Olfactory Inputs to the Hypothalamus
There are about 1,000 olfactory receptor genes, each of which recognizes a different class of chemical olfactory stimulus. Each olfactory receptor cell expresses a single olfactory receptor type, and each gene is expressed in several hundred cells, spread across the olfactory mucosa. The axons from olfactory receptor cells then run through openings in the cribriform plate, which forms the base of the skull over the olfactory mucosa, and axons from individual cells, which express a single receptor gene, then converge in the olfactory bulb on one or a few individual olfactory glomeruli.
The glomeruli
are on the surface of the olfactory bulb and are spherical areas, each about
one third millimeter across. The outside of the glomerulus is lined with tiny
periglomerular cells, which are interneurons. Just deep to the glomerular layer
are mitral and tufted cells, which send their apical dendrites up into the
glomeruli, where they receive olfactory sensory information. These excite
granule cells, which, in turn, inhibit the other mitral and tufted cells, as
well as receiving centrifugal axons, which allow them to modulate the
perception of the sensory stimulus. Only the mitral and tufted cells send their
axons into the brain via the olfactory tract. In humans, this is a long white
matter bundle that runs the length of the frontal lobe and is sometimes
erroneously called the “olfactory nerve.”
The olfactory
tract supplies information about smell to a variety of targets in the brain. It
bifurcates as it approaches the temporal lobe into one branch that runs
medially into the basal forebrain and another that runs laterally to supply
olfactory inputs to cortical structures. The basal forebrain branch provides
inputs to the anterior olfactory nucleus, which sends axons through the
anterior commissure to the opposite hemisphere, and the olfactory tubercle,
which is the part of the striatum that receives olfactory inputs. The lateral
olfactory branch provides inputs to the primary olfactory cortex, which appears
to be necessary for processing the conscious appreciation of odors, as well as
the entorhinal cortex, which is a point of convergence of information from
multiple sensory systems and a major relay into the hippocampal formation.
There is also input to the amygdala, which may be important for relaying
olfactory signals related to food acquisition and sexual behavior to the
hypothalamus.
In many mammals, there is an accessory olfactory system. A small pit in the nasal mucosa, called the vomeronasal organ, contains olfactory sensory neurons that are important for sensing pheromones. These olfactory neurons synapse in a specialized region called the accessory olfactory bulb and relay information concerned with social behaviors into the amygdala and hypothala- mus. Such a system has never been clearly identified in humans, and its very existence remains controversial.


(Exercise objective):
Copy the records below word for word. Stop after the line that contains "The width and height of the screenshot is (1563, 783).".
** Provided material follows **
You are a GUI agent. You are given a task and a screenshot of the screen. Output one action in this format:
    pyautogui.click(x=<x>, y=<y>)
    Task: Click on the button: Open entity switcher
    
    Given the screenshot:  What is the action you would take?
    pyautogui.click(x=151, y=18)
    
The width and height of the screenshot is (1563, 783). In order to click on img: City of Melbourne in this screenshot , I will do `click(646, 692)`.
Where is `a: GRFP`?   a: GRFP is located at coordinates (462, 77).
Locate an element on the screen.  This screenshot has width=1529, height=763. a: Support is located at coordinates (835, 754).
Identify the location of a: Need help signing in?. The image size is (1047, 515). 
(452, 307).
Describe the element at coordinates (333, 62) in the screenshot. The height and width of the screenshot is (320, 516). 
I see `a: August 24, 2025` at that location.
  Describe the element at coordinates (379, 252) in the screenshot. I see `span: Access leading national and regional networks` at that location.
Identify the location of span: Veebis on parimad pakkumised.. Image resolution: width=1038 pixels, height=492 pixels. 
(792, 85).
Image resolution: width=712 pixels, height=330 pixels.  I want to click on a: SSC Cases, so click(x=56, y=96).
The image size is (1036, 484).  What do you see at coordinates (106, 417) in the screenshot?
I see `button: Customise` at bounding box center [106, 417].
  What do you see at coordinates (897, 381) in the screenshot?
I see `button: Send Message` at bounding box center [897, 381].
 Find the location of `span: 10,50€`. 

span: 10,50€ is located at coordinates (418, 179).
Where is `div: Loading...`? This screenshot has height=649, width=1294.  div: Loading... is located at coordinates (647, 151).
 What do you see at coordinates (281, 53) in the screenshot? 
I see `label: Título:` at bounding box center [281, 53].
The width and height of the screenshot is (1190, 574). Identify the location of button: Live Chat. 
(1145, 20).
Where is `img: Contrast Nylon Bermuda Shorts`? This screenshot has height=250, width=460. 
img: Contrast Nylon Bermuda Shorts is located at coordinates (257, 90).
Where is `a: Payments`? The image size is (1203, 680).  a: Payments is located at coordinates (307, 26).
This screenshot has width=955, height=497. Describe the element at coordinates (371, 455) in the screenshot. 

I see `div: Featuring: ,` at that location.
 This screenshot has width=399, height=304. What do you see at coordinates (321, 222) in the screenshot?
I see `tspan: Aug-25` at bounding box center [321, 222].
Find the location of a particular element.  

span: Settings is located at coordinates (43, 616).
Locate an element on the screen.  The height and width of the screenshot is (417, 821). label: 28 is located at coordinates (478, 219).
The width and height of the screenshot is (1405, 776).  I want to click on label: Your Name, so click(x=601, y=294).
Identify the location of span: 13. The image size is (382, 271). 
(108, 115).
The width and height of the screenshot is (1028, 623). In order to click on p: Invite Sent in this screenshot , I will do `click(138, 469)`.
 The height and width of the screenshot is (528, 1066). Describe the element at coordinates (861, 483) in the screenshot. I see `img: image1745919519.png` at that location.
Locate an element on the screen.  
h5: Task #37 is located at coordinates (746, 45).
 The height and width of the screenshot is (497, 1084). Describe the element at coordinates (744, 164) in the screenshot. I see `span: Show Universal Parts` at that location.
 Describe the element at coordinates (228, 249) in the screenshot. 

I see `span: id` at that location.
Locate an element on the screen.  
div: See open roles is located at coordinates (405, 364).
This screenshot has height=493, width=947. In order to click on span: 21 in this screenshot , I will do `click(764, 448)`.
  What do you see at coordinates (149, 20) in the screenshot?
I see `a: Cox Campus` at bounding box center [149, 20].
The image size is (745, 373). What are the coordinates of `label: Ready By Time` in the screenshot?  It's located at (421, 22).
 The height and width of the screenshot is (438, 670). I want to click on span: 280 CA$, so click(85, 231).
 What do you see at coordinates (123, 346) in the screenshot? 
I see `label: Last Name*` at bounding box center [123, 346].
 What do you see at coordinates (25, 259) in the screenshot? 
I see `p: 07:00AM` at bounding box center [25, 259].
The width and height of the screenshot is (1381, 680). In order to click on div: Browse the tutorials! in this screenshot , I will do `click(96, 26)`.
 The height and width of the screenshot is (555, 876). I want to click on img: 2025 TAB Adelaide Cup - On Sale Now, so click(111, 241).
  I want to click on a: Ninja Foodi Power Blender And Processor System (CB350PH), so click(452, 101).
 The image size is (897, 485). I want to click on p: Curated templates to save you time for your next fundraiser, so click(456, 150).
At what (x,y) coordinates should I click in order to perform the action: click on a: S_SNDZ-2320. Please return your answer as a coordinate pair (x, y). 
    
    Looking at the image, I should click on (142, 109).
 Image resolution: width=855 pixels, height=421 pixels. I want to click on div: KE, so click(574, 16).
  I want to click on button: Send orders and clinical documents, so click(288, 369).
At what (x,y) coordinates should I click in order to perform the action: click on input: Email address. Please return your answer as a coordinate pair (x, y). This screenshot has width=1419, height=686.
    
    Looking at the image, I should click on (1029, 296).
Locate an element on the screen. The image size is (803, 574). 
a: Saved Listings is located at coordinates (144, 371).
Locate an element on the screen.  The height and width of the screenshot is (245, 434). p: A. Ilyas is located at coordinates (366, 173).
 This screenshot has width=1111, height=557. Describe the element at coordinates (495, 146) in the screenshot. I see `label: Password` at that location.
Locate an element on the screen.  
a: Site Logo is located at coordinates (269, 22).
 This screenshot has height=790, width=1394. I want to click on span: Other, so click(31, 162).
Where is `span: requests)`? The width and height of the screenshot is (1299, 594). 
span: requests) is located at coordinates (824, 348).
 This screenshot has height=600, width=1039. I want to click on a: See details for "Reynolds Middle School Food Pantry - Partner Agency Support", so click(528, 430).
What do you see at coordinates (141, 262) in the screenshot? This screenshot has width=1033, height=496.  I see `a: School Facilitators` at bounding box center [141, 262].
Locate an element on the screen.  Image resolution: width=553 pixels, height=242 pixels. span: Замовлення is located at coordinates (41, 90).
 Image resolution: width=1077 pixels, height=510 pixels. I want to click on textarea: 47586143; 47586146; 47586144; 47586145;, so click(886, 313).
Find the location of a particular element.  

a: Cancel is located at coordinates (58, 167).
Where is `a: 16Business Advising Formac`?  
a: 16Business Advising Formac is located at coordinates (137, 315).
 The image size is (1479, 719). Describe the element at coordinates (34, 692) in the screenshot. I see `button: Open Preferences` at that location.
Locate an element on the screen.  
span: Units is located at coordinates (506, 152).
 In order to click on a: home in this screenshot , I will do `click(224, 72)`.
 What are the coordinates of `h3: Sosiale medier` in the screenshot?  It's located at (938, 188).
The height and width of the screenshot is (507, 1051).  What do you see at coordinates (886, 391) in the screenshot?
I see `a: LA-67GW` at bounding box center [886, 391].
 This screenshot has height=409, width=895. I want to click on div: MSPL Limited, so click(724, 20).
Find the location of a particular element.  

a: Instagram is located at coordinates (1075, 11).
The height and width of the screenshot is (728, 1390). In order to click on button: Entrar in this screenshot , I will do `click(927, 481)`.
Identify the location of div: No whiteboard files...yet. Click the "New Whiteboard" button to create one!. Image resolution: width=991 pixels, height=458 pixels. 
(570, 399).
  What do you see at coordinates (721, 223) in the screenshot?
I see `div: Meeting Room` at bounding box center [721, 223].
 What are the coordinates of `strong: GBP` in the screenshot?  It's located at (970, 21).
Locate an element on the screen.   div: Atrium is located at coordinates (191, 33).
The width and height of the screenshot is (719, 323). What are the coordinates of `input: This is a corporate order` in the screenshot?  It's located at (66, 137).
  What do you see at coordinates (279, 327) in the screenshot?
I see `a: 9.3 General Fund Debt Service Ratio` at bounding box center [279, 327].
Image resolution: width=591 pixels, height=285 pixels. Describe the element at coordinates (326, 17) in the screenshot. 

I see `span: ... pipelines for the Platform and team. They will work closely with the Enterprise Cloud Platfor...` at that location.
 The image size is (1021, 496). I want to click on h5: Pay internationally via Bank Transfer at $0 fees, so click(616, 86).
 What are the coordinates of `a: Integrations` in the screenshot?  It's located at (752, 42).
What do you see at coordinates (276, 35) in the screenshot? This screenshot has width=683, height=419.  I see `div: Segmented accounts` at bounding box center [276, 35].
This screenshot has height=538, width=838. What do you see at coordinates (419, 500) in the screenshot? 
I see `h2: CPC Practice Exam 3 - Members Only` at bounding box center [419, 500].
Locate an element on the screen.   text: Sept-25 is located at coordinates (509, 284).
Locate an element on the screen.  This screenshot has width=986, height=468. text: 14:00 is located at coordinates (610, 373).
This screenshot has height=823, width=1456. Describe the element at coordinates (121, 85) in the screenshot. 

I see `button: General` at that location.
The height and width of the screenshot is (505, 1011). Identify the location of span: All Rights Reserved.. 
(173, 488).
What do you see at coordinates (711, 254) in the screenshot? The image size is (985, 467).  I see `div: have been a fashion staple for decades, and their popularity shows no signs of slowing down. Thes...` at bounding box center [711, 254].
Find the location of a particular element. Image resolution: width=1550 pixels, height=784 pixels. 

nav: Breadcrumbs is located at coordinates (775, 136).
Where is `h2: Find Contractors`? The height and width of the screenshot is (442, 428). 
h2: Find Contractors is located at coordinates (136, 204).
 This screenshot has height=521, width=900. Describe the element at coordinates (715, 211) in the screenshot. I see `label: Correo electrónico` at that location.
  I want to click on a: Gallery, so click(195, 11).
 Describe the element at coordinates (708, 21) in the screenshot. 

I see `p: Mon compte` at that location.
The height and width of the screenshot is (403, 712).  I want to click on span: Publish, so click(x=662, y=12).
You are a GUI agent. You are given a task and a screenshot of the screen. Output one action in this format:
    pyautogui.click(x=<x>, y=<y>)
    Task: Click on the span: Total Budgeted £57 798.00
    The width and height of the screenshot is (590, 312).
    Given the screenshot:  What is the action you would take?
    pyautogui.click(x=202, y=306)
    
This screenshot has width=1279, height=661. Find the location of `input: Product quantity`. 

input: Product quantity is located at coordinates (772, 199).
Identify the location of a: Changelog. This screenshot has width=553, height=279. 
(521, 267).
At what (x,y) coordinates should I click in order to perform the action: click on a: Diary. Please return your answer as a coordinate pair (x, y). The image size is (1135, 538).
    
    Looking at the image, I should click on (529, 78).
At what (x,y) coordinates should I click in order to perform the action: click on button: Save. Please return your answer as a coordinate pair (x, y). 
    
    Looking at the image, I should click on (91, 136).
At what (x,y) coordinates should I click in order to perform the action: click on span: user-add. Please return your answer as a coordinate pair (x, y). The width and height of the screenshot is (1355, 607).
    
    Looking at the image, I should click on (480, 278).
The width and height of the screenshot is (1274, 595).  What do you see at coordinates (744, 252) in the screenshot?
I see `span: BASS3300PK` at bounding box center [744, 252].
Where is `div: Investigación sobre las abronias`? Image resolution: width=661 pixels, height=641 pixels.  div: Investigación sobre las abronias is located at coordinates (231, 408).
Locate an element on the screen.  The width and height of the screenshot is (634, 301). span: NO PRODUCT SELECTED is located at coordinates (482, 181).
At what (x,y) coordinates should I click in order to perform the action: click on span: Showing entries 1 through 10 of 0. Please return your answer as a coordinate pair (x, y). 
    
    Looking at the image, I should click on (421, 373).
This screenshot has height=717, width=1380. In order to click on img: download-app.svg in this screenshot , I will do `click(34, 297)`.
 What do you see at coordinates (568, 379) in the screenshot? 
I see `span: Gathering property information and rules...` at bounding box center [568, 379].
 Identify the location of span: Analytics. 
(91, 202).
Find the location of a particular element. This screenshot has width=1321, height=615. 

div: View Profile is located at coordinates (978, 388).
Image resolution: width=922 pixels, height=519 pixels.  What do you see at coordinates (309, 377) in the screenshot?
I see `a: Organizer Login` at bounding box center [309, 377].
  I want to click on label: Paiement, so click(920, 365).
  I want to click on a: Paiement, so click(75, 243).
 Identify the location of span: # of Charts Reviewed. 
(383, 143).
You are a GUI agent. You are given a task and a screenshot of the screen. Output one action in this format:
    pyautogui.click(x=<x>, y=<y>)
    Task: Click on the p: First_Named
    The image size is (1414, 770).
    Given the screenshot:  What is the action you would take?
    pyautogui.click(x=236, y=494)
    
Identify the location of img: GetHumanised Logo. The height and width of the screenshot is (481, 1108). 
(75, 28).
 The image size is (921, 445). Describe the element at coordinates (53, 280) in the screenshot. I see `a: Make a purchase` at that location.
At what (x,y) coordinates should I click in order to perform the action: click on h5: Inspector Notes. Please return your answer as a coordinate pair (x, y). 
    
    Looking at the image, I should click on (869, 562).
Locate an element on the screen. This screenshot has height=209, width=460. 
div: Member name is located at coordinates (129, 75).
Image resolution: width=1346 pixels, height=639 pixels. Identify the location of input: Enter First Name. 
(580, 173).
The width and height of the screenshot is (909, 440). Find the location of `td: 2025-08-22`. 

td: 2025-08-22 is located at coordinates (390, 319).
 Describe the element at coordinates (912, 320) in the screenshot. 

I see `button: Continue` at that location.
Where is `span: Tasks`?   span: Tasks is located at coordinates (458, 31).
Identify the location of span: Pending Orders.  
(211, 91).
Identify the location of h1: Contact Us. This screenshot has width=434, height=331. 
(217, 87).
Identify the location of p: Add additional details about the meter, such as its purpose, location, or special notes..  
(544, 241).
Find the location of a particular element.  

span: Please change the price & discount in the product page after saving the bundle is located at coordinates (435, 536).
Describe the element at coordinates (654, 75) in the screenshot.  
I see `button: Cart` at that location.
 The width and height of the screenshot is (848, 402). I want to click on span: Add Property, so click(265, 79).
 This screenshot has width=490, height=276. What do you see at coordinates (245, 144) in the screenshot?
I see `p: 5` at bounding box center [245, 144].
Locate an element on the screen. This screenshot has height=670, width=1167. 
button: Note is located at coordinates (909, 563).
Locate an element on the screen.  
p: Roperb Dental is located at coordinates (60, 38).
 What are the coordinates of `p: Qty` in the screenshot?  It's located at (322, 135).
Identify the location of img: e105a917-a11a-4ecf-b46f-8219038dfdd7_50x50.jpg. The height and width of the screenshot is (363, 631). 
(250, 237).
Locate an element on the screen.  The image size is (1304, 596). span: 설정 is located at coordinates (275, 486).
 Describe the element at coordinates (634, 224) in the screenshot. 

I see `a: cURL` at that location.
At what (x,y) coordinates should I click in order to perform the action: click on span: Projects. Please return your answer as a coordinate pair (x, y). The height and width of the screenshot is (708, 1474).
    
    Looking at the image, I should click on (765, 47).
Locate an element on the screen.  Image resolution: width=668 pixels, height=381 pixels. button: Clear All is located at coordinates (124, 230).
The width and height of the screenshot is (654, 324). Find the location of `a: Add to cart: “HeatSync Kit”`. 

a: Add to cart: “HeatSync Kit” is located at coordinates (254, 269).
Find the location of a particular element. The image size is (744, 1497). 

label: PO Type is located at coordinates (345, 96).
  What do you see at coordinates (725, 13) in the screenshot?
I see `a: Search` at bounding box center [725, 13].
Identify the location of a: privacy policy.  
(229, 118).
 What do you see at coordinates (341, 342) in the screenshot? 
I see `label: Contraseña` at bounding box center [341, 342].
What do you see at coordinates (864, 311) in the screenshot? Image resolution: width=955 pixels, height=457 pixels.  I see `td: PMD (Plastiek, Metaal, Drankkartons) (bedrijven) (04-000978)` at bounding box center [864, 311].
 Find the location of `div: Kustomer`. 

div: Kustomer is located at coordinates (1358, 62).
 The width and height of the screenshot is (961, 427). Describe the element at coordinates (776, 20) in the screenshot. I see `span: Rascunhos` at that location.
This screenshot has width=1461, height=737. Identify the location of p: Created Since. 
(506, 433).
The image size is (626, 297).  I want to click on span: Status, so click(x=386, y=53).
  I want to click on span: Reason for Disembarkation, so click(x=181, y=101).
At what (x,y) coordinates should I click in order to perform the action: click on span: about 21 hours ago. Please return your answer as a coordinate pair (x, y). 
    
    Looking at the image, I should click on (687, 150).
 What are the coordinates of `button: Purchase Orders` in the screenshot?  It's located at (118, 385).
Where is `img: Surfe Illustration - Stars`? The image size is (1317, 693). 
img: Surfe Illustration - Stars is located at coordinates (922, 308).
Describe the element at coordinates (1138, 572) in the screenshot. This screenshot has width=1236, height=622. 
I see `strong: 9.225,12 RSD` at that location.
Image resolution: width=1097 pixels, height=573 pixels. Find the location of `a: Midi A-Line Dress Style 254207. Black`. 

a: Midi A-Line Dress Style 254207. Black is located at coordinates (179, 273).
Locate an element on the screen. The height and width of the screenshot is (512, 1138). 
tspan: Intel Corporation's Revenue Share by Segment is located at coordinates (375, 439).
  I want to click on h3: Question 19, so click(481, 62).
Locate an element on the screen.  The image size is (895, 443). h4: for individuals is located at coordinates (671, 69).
** End of Provided material **
(Response area):
You are a GUI agent. You are given a task and a screenshot of the screen. Output one action in this format:
    pyautogui.click(x=<x>, y=<y>)
    Task: Click on the button: Open entity switcher
    
    Given the screenshot:  What is the action you would take?
    pyautogui.click(x=151, y=18)
    
The width and height of the screenshot is (1563, 783). In order to click on img: City of Melbourne in this screenshot , I will do `click(646, 692)`.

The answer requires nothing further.